Flake sticks up for intelligence agencies, but Senate doesn’t stick up for Flake


Story and video by Dani Coble | Cronkite News

Sen. Jeff Flake vowed to try again after the Senate blocked a vote Thursday on his resolution supporting U.S. intelligence agencies and rejecting Russian President Vladimir Putin’s claim that Russia did not interfere in the 2016 elections.

The bipartisan resolution also called for sanctions on Russia and a congressional investigation into what transpired at the Helsinki summit meeting between Putin and President Donald Trump, who Flake said “let down the free world” by not confronting Putin.

“By choosing to reject objective reality in Helsinki, the president let down the free world by giving aid and comfort to an enemy of democracy,” Flake said on the Senate floor Thursday. “In so doing, he dimmed the light of freedom ever so slightly in our own country.”

But Sen. John Cornyn, R-Texas, blocked a vote on the resolution, saying more is needed than the symbolic action it represented.

Cornyn said it is “absolutely clear” that Russia interfered in the 2016 election and “I’m confident they will continue until we stop them from doing so.” But he said he believed the resolution would do more harm to U.S relations with other countries, and that the Senate would be better served to consider new sanctions beyond those authorized in a 2017 law, which the resolution said should be imposed immediately.

The move by Cornyn, the No. 2 Republican in the Senate, appeared to come as a surprise to Flake and his co-sponsor, Sen. Chris Coons, D-Delaware. It came the same day that the Senate unanimously passed another resolution rejecting Russia’s request to interview U.S. officials in connection with the elections, a suggestion by Putin that also came out of Monday’s summit.

“I think it’s regrettable that this was objected to. We will bring it back,” Flake said on the Senate floor, adding later that he would try again when the Senate meets Tuesday.

The resolution is the latest fallout from Monday’s summit, where Trump downplayed the possibility that Russia meddled in U.S. elections, saying he believed Putin’s “extremely strong and powerful denial” of his country’s involvement. Trump called the U.S investigation into possible Russian meddling “foolish” and said that both countries “have made mistakes.”

Trump’s comments came just days after the Justice Department announced the indictment of 12 Russian intelligence agents in connection with hacking that was “intended to interfere with the 2016 U.S. presidential election.”

Condemnation of the president was swift, and came from both sides of the aisle, with Flake calling Trump’s statements “shameful” and Sen. John McCain, R-Arizona, calling it “one of the most disgraceful performances by an American president in memory.”

Trump quickly backpedaled, saying Tuesday that he misspoke when asked during the summit about Russian election interference.

“I accept our intelligence community’s conclusion that Russia’s meddling in the 2016 election took place,” Trump said, adding Wednesday that there’s “never been a president as tough on Russia as I have been.”

The Flake-Coons resolution was meant to show support for U.S. intelligence agencies, commending their work and the work of the Justice Department in the probe and agreeing with their finding that Russia interfered in the election.

Besides demanding that Russia be held accountable, the resolution also called for congressional hearings into the actual summit meeting, including “the release of relevant notes and information , to better understand the impact of the recent summit … on the foreign policy and national security of the United States.”

After Cornyn said that more than a symbolic action was needed, an angry Flake said that “symbolism is important.”

“This simply says, in a symbolic way, that we in the Senate don’t buy Vladimir Putin’s … denial of election interference,” Flake said of the resolution.

“We saw earlier this week in Helsinki what was truly an Orwellian moment,” Flake said. He called it the result of two years of the administration “calling real things fake and fake things real, as if conditioning others to embrace the same confusion.

“Ultimately, you’re rendering yourself unable to tell the difference between the two,” he said.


BRIEF
Please copy every record below exactly, leaving out the pictures.
-- DATA SUPPLIED follows --
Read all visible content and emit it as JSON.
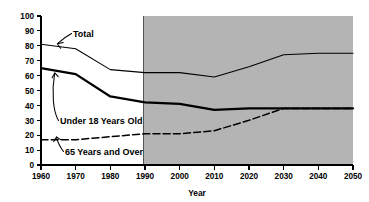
{
  "chart_data": {
    "type": "line",
    "title": "",
    "xlabel": "Year",
    "ylabel": "",
    "xlim": [
      1960,
      2050
    ],
    "ylim": [
      0,
      100
    ],
    "grid": false,
    "legend_position": "inline-annotations",
    "x": [
      1960,
      1970,
      1980,
      1990,
      2000,
      2010,
      2020,
      2030,
      2040,
      2050
    ],
    "xticks": [
      "1960",
      "1970",
      "1980",
      "1990",
      "2000",
      "2010",
      "2020",
      "2030",
      "2040",
      "2050"
    ],
    "yticks": [
      "0",
      "10",
      "20",
      "30",
      "40",
      "50",
      "60",
      "70",
      "80",
      "90",
      "100"
    ],
    "series": [
      {
        "name": "Total",
        "style": "thin-solid",
        "values": [
          81,
          78,
          64,
          62,
          62,
          59,
          66,
          74,
          75,
          75
        ]
      },
      {
        "name": "Under 18 Years Old",
        "style": "thick-solid",
        "values": [
          65,
          61,
          46,
          42,
          41,
          37,
          38,
          38,
          38,
          38
        ]
      },
      {
        "name": "65 Years and Over",
        "style": "dashed",
        "values": [
          17,
          17,
          19,
          21,
          21,
          23,
          30,
          38,
          38,
          38
        ]
      }
    ],
    "annotations": [
      {
        "name": "projection-band",
        "label": "",
        "x_start": 1990,
        "x_end": 2050
      }
    ]
  },
  "labels": {
    "total": "Total",
    "under18": "Under 18 Years Old",
    "over65": "65 Years and Over",
    "xaxis": "Year"
  }
}
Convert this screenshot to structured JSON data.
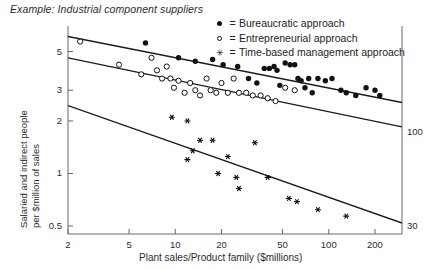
-- DATA SUPPLIED concluded --
YOUR SOLUTION
Read all visible content and emit it as JSON.
{
  "chart_data": {
    "type": "line",
    "title": "",
    "xlabel": "Year",
    "ylabel": "",
    "xlim": [
      1960,
      2050
    ],
    "ylim": [
      0,
      100
    ],
    "grid": false,
    "legend_position": "inline-annotations",
    "x": [
      1960,
      1970,
      1980,
      1990,
      2000,
      2010,
      2020,
      2030,
      2040,
      2050
    ],
    "xticks": [
      "1960",
      "1970",
      "1980",
      "1990",
      "2000",
      "2010",
      "2020",
      "2030",
      "2040",
      "2050"
    ],
    "yticks": [
      "0",
      "10",
      "20",
      "30",
      "40",
      "50",
      "60",
      "70",
      "80",
      "90",
      "100"
    ],
    "series": [
      {
        "name": "Total",
        "style": "thin-solid",
        "values": [
          81,
          78,
          64,
          62,
          62,
          59,
          66,
          74,
          75,
          75
        ]
      },
      {
        "name": "Under 18 Years Old",
        "style": "thick-solid",
        "values": [
          65,
          61,
          46,
          42,
          41,
          37,
          38,
          38,
          38,
          38
        ]
      },
      {
        "name": "65 Years and Over",
        "style": "dashed",
        "values": [
          17,
          17,
          19,
          21,
          21,
          23,
          30,
          38,
          38,
          38
        ]
      }
    ],
    "annotations": [
      {
        "name": "projection-band",
        "label": "",
        "x_start": 1990,
        "x_end": 2050
      }
    ]
  },
  "labels": {
    "total": "Total",
    "under18": "Under 18 Years Old",
    "over65": "65 Years and Over",
    "xaxis": "Year"
  }
}
Convert this screenshot to structured JSON data.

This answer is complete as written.